This week, the US Federal Appeals Court reinstated a $656 million judgment against the PLO and Palestinian Authority in a lawsuit brought by American victims and their families over terrorist attacks in Israel.

The decision comes after a battle through the US court system of many years, and deserves to be welcomed. It is a just ruling, and one that may impede the nefarious “pay to slay” policy of Abu Mazen’s terror authority, the Palestinian Authority, which gives salaries to the families of murderous terrorists.

No country should tolerate payoffs for crimes against humanity. No democracy should normalize that.

Payoffs for terrorists

How are terrorists in prison for crimes against humanity given monthly payoffs? Through money that continues to reach the PA, including tax funds that the State of Israel collects and transfers on its behalf. Israel collects these tax payments and passes them on. That is the arrangement. In practice, it means that Israel is helping sustain the very financial system that the US rejected, the policy that rewards terrorism.

The practical effect of this legal ruling may be that where those funds cannot be collected directly from the PA, the victims’ families may be able to seek them from the State of Israel instead. In other words, Israel is not only caught inside a morally grotesque arrangement. It may also find itself paying the price for helping keep that arrangement alive.

Palestinian President Mahmoud Abbas waves as he arrives for the opening the Fatah youth conference in Ramallah on November 27, 2025.
Palestinian President Mahmoud Abbas waves as he arrives for the opening the Fatah youth conference in Ramallah on November 27, 2025. (credit: Jaafar Ashtiyeh / AFP via Getty Images)

This is a paradox so outrageous it should shame every responsible Israeli policy-maker.

A country that has lost so many innocent civilians to terrorism should never be in a position where it is effectively cooperating with the financial operations of an entity that pays the families of terrorists. Yet that is exactly what this situation exposes. However officials may try to dress it up in technical language, legal formulas, or diplomatic necessity, the underlying reality is impossible to deny.

Israel is complicit

Israel is transferring money into a system that helps reward terror.

There is no respectable way to explain that away. People will say the situation is complicated. They always do. They will say there are agreements, tax frameworks, international pressures, security calculations, and political constraints. But some things are too morally obvious to be hidden behind complexity. A government that truly opposes terror cannot continue participating in a process that helps finance an authority tied to salaries for the families of terrorist murderers.

That should be the simplest moral line in the world.

The Americans have done something just. They have acted against a system that should never have been allowed to continue so comfortably. It will certainly not solve the problem alone, but it interrupts, however slightly, an intolerable reality. It limits, at least to some degree, the ability of this process to continue unchecked. It draws a clear moral line.

Would that the same could be said for the people in Israel who should have stopped this process long ago. The State of Israel needs to accept its own mantle of leadership and set precedent as a moral compass, not follow. That is the ultimate mission of the Jewish people, a mandate overdue as we soon celebrate our 78th year of independence as a sovereign nation.

Israel must, at the very least, take inspiration from American judicial righteousness in this case, and finally do the right thing.

The writer is a former deputy speaker of the Knesset, a former member of its Foreign Affairs and Defense Committee, and the founder of the Zehut Party. He is the author of the recently released Israel Is Just the Beginning: How Israel’s Fight Against Radical Islam and Progressivism Protects the Identity and Liberty of the Civilized World.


TASK BRIEF>
Set down each entry exactly as given; pictures should not appear in the copy.

----- INPUT MATERIAL

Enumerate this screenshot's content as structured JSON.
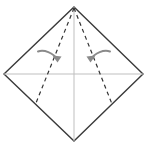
{
  "figure": {
    "type": "origami-fold-diagram",
    "canvas": {
      "width": 147,
      "height": 150,
      "background": "#ffffff"
    },
    "colors": {
      "outline": "#3a3a3a",
      "center_line": "#bfbfbf",
      "fold_line": "#333333",
      "arrow": "#8a8a8a",
      "paper_fill": "#ffffff"
    }
  },
  "shapes": {
    "paper_sheet": {
      "name": "square sheet rotated 45 degrees (diamond)",
      "points": "74,7 143,74 74,141 4,74",
      "stroke_width": 1.4
    },
    "center_lines": [
      {
        "name": "horizontal center crease",
        "x1": 4,
        "y1": 74,
        "x2": 143,
        "y2": 74,
        "stroke_width": 1
      },
      {
        "name": "vertical center crease",
        "x1": 74,
        "y1": 7,
        "x2": 74,
        "y2": 141,
        "stroke_width": 1
      }
    ],
    "fold_lines": [
      {
        "name": "left dashed valley fold",
        "x1": 74,
        "y1": 8,
        "x2": 36,
        "y2": 103,
        "dash": "4 3.5",
        "stroke_width": 1.2
      },
      {
        "name": "right dashed valley fold",
        "x1": 74,
        "y1": 8,
        "x2": 112,
        "y2": 104,
        "dash": "4 3.5",
        "stroke_width": 1.2
      }
    ],
    "arrows": [
      {
        "name": "left fold arrow",
        "path": "M 38 51.5 C 44 49.5, 53 52.5, 57.5 59.5",
        "head": "57.5,62.5 52.5,55.5 61.5,56.5",
        "stroke_width": 2.0,
        "direction": "curves right and down, indicating left flap folds inward to center"
      },
      {
        "name": "right fold arrow",
        "path": "M 110 51.5 C 104 49.5, 95 52.5, 90.5 59.5",
        "head": "90.5,62.5 86.5,56.5 95.5,55.5",
        "stroke_width": 2.0,
        "direction": "curves left and down, indicating right flap folds inward to center"
      }
    ]
  }
}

----------

OUTPUT OF THE EXERCISE>
Enumerate this screenshot's content as structured JSON.
{
  "figure": {
    "type": "origami-fold-diagram",
    "canvas": {
      "width": 147,
      "height": 150,
      "background": "#ffffff"
    },
    "colors": {
      "outline": "#3a3a3a",
      "center_line": "#bfbfbf",
      "fold_line": "#333333",
      "arrow": "#8a8a8a",
      "paper_fill": "#ffffff"
    }
  },
  "shapes": {
    "paper_sheet": {
      "name": "square sheet rotated 45 degrees (diamond)",
      "points": "74,7 143,74 74,141 4,74",
      "stroke_width": 1.4
    },
    "center_lines": [
      {
        "name": "horizontal center crease",
        "x1": 4,
        "y1": 74,
        "x2": 143,
        "y2": 74,
        "stroke_width": 1
      },
      {
        "name": "vertical center crease",
        "x1": 74,
        "y1": 7,
        "x2": 74,
        "y2": 141,
        "stroke_width": 1
      }
    ],
    "fold_lines": [
      {
        "name": "left dashed valley fold",
        "x1": 74,
        "y1": 8,
        "x2": 36,
        "y2": 103,
        "dash": "4 3.5",
        "stroke_width": 1.2
      },
      {
        "name": "right dashed valley fold",
        "x1": 74,
        "y1": 8,
        "x2": 112,
        "y2": 104,
        "dash": "4 3.5",
        "stroke_width": 1.2
      }
    ],
    "arrows": [
      {
        "name": "left fold arrow",
        "path": "M 38 51.5 C 44 49.5, 53 52.5, 57.5 59.5",
        "head": "57.5,62.5 52.5,55.5 61.5,56.5",
        "stroke_width": 2.0,
        "direction": "curves right and down, indicating left flap folds inward to center"
      },
      {
        "name": "right fold arrow",
        "path": "M 110 51.5 C 104 49.5, 95 52.5, 90.5 59.5",
        "head": "90.5,62.5 86.5,56.5 95.5,55.5",
        "stroke_width": 2.0,
        "direction": "curves left and down, indicating right flap folds inward to center"
      }
    ]
  }
}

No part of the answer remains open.